Wednesday, March 11, 2020

Out of the mouths of children

My little girl was given an older iPad Mini a year or so ago, and she loves it. She LOVES it. It has screen time restrictions, parental controls, and limited apps, but she loves it.

Last summer the iPad was accidentally dropped, and the screen was broken. It cost more to replace the screen that the iPad was actually worth, but again, my little girl loves it, so I replaced the screen.

Sometimes, the games she plays can be frustrating, and being a little perfectionist like her dad, my little girl struggles with this at times. Recently, she was playing a game on the iPad and got frustrated, and in her frustration she squeezed it with her strong little fingers and a part of the case under the screen broke and the screen cracked. She was heartbroken.

Thankfully, the iPad still works and after she settled down she began to play with it again. She can see that the iPad is broken, she can see more of its fragility, and this has changed how she plays with it and cares for it. She began to think more about how she needed to take care of the iPad, and even wanted to explain to me the ways that she would take extra care with it from now on. She said something I think is profound, she said, "it's more precious to me now."

Isn't that interesting? The iPad is more precious to her now - now that she can see its brokenness and fragility every time she interacts with it. Even as she made this comment to me I thought it was a parable.

If only we could see the brokenness and fragility of the people around us every time we interact with them, I think we would interact with them in a different way; I think they would become more precious to us. Because in reality every person I interact with today is broken and fragile; they are wounded and scarred by life in a broken world. The brokenness and fragility of every person does not mean that they are not in another sense, strong, talented, and capable. The broken iPad still works, and is still a strong, talented, and capable machine. How much more should we not embrace the reality that the women and men around us, all made in the image of God, are each in their own way strong, talented, and capable, while at the same time, broken and fragile. To the extent we see more of the whole story of who the people around us really are, I believe they will become more precious to us.

In this sense, I think all of us have a longing to be seen. I do. May God grant us the longing to see others as much as we long to be seen.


PROBLEM: Needed from the data below: all lines that contain the word "irregular".

MATERIAL FOR THIS TASK:
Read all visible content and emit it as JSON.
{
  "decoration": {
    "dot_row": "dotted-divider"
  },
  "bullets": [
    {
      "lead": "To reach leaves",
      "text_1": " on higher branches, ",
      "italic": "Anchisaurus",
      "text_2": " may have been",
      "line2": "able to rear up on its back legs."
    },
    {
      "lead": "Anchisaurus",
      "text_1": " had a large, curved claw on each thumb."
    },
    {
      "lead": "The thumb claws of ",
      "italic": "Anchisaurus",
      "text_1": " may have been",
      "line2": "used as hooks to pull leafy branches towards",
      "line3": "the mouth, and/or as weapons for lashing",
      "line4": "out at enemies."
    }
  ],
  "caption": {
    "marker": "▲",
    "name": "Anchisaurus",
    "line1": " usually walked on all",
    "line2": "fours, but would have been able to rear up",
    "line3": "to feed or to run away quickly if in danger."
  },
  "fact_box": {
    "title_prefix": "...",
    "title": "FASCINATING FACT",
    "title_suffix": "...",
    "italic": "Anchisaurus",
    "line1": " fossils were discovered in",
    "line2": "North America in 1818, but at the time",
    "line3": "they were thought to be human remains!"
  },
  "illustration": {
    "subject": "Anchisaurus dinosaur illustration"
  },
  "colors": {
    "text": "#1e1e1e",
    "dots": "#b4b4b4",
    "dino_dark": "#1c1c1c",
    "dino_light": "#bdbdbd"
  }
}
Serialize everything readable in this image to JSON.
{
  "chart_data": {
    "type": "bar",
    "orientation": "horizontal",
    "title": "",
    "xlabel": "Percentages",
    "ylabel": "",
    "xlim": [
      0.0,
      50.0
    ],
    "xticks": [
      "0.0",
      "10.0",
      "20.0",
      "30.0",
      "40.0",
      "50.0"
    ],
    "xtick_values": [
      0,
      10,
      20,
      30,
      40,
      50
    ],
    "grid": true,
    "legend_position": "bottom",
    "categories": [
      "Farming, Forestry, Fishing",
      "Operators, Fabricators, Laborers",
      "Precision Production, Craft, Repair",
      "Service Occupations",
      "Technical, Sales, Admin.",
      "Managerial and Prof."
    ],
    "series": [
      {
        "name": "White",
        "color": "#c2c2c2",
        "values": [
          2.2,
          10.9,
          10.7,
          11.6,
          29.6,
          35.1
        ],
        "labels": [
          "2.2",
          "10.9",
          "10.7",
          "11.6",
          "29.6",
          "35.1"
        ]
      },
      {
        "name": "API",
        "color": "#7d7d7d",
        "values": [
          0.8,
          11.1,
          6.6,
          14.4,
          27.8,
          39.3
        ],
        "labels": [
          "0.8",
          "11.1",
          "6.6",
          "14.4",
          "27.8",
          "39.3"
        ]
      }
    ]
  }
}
==
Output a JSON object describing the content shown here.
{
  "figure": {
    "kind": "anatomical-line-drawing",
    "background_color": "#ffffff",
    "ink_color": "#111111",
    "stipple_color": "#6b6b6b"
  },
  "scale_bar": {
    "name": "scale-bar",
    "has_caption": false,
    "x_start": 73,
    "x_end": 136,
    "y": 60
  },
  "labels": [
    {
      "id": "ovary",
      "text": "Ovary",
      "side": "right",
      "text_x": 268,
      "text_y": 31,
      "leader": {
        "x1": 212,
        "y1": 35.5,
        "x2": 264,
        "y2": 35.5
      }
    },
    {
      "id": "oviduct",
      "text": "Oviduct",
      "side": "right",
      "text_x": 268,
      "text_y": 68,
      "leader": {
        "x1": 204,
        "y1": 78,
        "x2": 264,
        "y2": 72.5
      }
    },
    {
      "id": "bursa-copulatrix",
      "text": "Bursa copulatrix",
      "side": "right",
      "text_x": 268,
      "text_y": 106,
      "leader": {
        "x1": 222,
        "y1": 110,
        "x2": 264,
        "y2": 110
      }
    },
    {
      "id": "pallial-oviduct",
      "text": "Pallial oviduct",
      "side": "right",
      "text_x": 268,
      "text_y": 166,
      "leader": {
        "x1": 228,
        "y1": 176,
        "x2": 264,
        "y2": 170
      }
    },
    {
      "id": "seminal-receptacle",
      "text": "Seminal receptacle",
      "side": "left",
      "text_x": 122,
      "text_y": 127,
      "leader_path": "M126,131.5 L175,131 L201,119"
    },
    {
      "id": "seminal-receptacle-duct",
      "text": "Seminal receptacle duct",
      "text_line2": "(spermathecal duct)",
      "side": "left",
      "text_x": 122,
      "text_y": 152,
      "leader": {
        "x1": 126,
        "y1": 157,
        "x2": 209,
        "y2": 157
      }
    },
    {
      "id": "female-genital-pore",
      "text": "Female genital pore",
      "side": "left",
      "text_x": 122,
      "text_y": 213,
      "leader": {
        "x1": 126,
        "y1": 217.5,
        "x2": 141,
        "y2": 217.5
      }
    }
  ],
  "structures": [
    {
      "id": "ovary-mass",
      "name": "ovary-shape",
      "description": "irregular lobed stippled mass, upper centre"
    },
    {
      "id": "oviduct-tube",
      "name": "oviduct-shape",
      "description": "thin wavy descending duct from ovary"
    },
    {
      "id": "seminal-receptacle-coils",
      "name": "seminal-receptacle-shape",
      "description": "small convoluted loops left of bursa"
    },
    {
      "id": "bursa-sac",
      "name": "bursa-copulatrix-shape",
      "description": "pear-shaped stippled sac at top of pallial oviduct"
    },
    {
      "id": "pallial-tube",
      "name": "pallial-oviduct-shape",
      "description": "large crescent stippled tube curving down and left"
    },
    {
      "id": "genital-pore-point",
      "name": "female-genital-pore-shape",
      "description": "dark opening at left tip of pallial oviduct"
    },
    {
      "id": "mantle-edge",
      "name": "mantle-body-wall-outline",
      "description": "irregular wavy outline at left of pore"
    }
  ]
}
---
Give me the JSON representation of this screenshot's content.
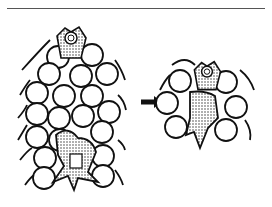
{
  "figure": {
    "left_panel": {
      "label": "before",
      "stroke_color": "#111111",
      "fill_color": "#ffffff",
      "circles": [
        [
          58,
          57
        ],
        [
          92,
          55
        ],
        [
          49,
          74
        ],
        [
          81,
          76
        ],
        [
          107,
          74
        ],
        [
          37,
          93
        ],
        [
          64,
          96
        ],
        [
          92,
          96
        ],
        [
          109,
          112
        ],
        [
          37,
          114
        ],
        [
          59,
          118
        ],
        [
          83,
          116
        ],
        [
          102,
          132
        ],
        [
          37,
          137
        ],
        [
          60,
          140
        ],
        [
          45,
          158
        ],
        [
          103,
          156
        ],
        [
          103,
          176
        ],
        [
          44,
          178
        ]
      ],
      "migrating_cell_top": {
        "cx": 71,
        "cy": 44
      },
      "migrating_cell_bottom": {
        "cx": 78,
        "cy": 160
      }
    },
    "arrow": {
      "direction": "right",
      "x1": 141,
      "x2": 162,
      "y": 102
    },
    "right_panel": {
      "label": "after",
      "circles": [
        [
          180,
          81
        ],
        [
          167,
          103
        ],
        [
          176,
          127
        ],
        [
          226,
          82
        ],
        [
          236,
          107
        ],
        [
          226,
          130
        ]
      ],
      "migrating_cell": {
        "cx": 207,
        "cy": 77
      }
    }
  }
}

RESPONSE FOR THIS EXERCISE:
      "description": "irregular lobed stippled mass, upper centre"
      "description": "irregular wavy outline at left of pore"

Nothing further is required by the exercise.